Functional Friday 1: Background

Excited

It's...Functional Friday!

Being the first one, I think some background for Functional Programming (FP) makes sense. So a bit on programming paradigms...

First, it is interesting to note that the very first Turing-complete languages were of the functional paradigm. Turing complete, remember, means that the language can express any computation. That is, anything you can do with C#, you can do with a functional language. Anything. Because they're both Turing-complete.

Lambda calculus, developed in the 1930s, is considered the first of these, although it was not a computer programming language per se, but can express the same computations, mathematically. (I have no interest in expressing any of my projects in lambda calculus btw.)

The first high-level programming languages like FORTRAN though were imperative: sequences of instructions change a program's state. Why? Quite naturally because this is how the CPU/RAM architectures worked, and still work. But is imperative programming the most natural and efficient way for humans to think of their programs?

Of course then came object-oriented programming, which helped organize all of these memory-manipulating instructions into objects, and when well-named, it can be a very natural way in which to think of a program, as it in a sense simulates our real world: multiple objects that have state and that interact (method calls). (See? I'm not an FP fanatic that has nothing good to say about OO.) Oh and guess what, the very first OO languages like SIMULA were for simulating the real world.

Now, fast-forwarding into modern day OO programming: have you heard the advice to prefer immutable objects? (If not: prefer immutable objects!) Also, remember when lambdas were introduced to C#? (They were later introduced to Java as well, and C++). LINQ? All of these are taken from the FP paradigm. Think how do each of those features help your code better.

My interpretation? We are gradually returning to our functional roots. But not because we love lambda calculus. Because we love working code, and we're learning more about what makes that happen.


Below are the records; return exactly the lines from the one with "The height and" through the final line, both included, minus any pictures.

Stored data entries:

-*-*-

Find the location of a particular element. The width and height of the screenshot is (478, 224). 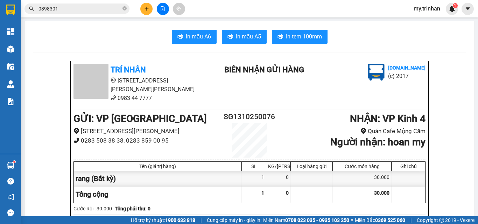

li: Quán Cafe Mộng Cầm is located at coordinates (352, 131).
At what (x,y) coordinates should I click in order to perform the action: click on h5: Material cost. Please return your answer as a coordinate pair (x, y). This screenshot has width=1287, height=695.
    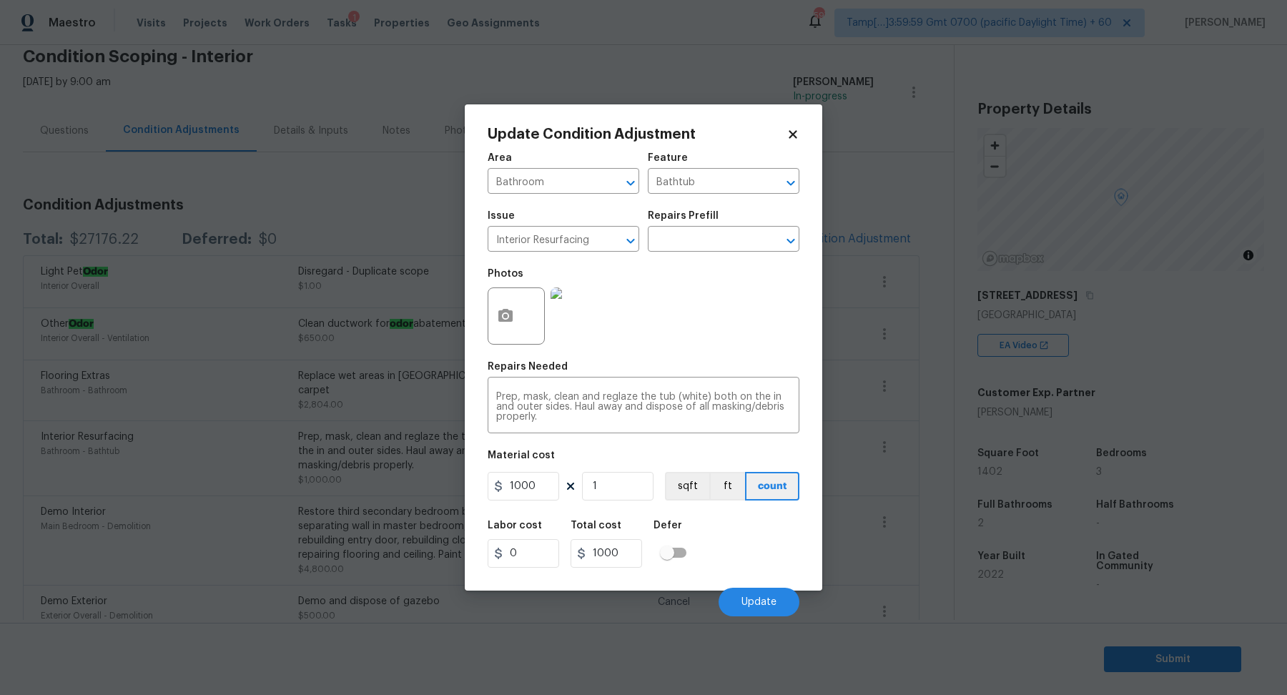
    Looking at the image, I should click on (521, 455).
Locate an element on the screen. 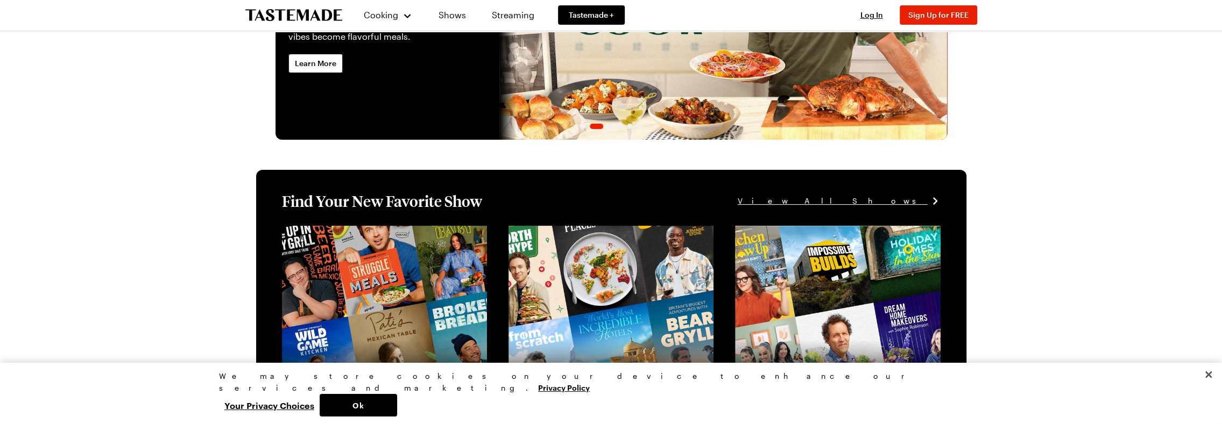 The width and height of the screenshot is (1222, 424). span: Go to slide 2 is located at coordinates (596, 126).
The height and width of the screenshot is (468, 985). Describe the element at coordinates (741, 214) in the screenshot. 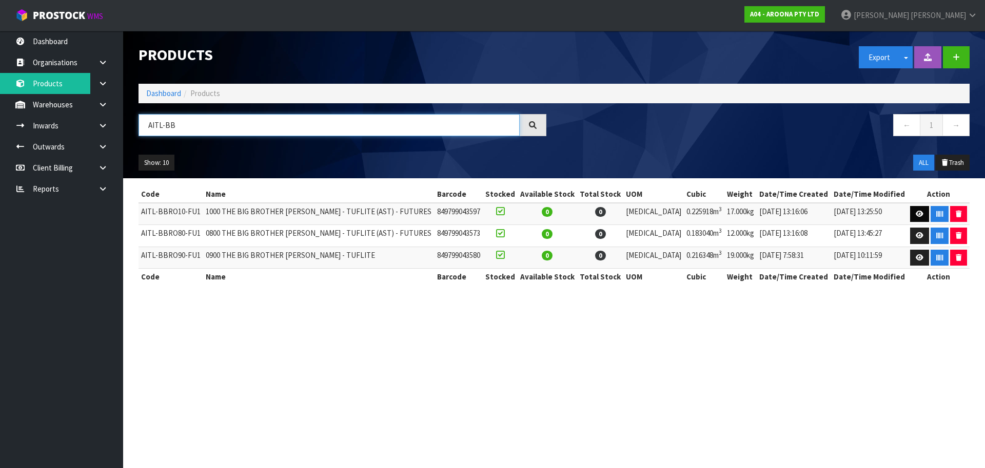

I see `td: 17.000kg` at that location.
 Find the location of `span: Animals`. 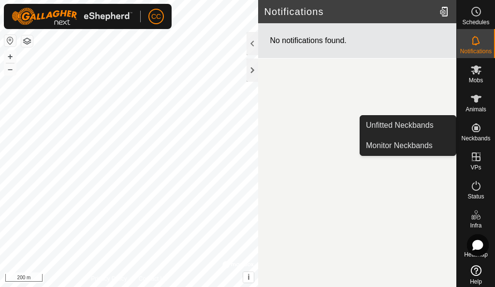

span: Animals is located at coordinates (476, 109).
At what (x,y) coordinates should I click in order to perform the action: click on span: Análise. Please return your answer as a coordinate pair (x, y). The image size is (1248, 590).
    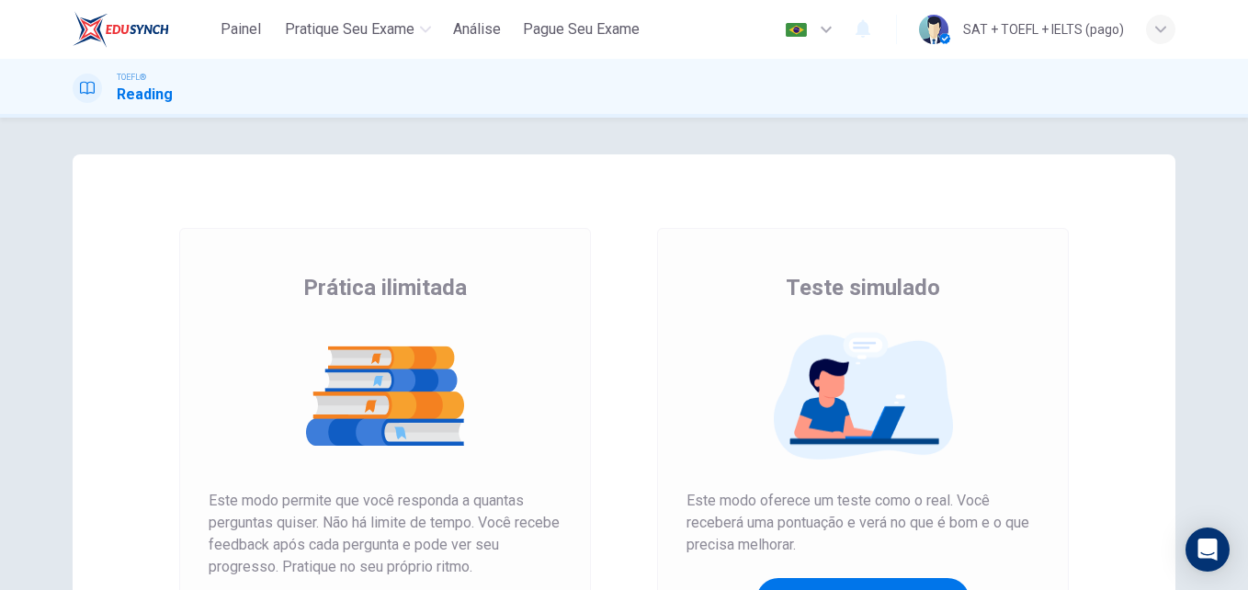
    Looking at the image, I should click on (477, 29).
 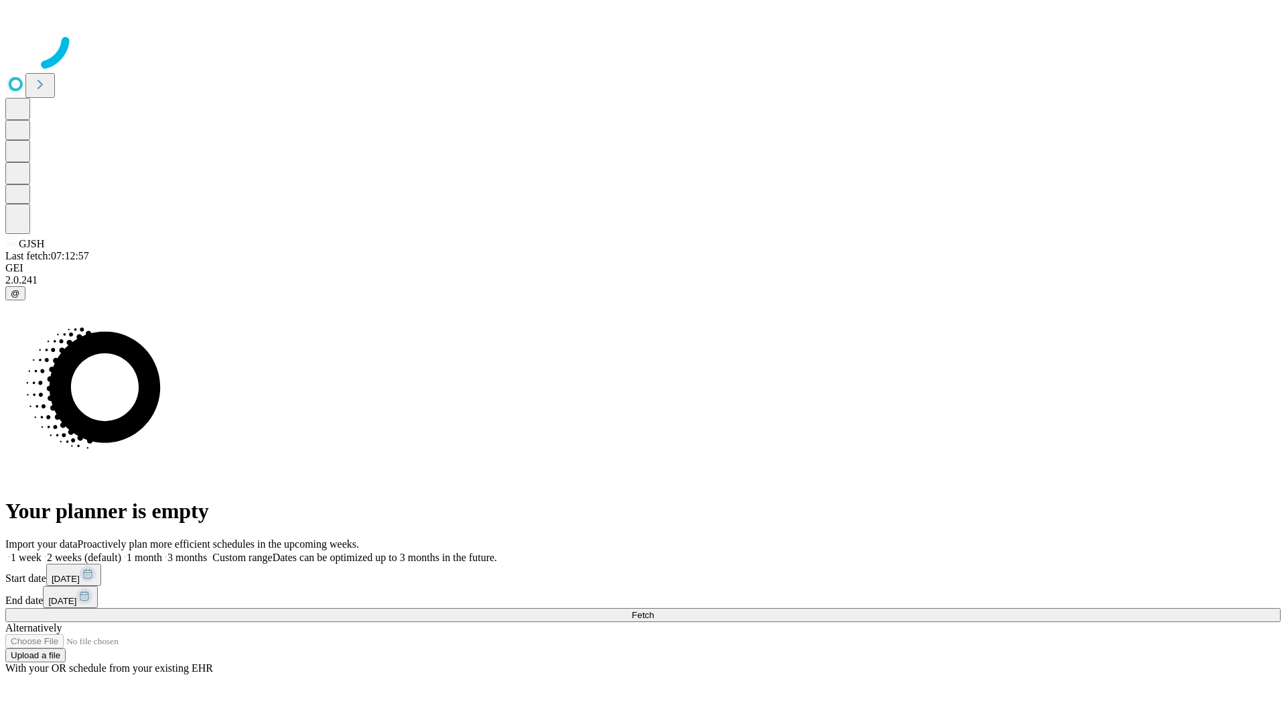 I want to click on span: 3 months, so click(x=187, y=557).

-*-*-

▶ _Solution to this problem_
The height and width of the screenshot is (468, 985). Describe the element at coordinates (741, 214) in the screenshot. 

I see `td: 17.000kg` at that location.
 Find the location of `span: Animals`. 

span: Animals is located at coordinates (476, 109).
At what (x,y) coordinates should I click in order to perform the action: click on span: Análise. Please return your answer as a coordinate pair (x, y). The image size is (1248, 590).
    Looking at the image, I should click on (477, 29).
  I want to click on span: 3 months, so click(x=187, y=557).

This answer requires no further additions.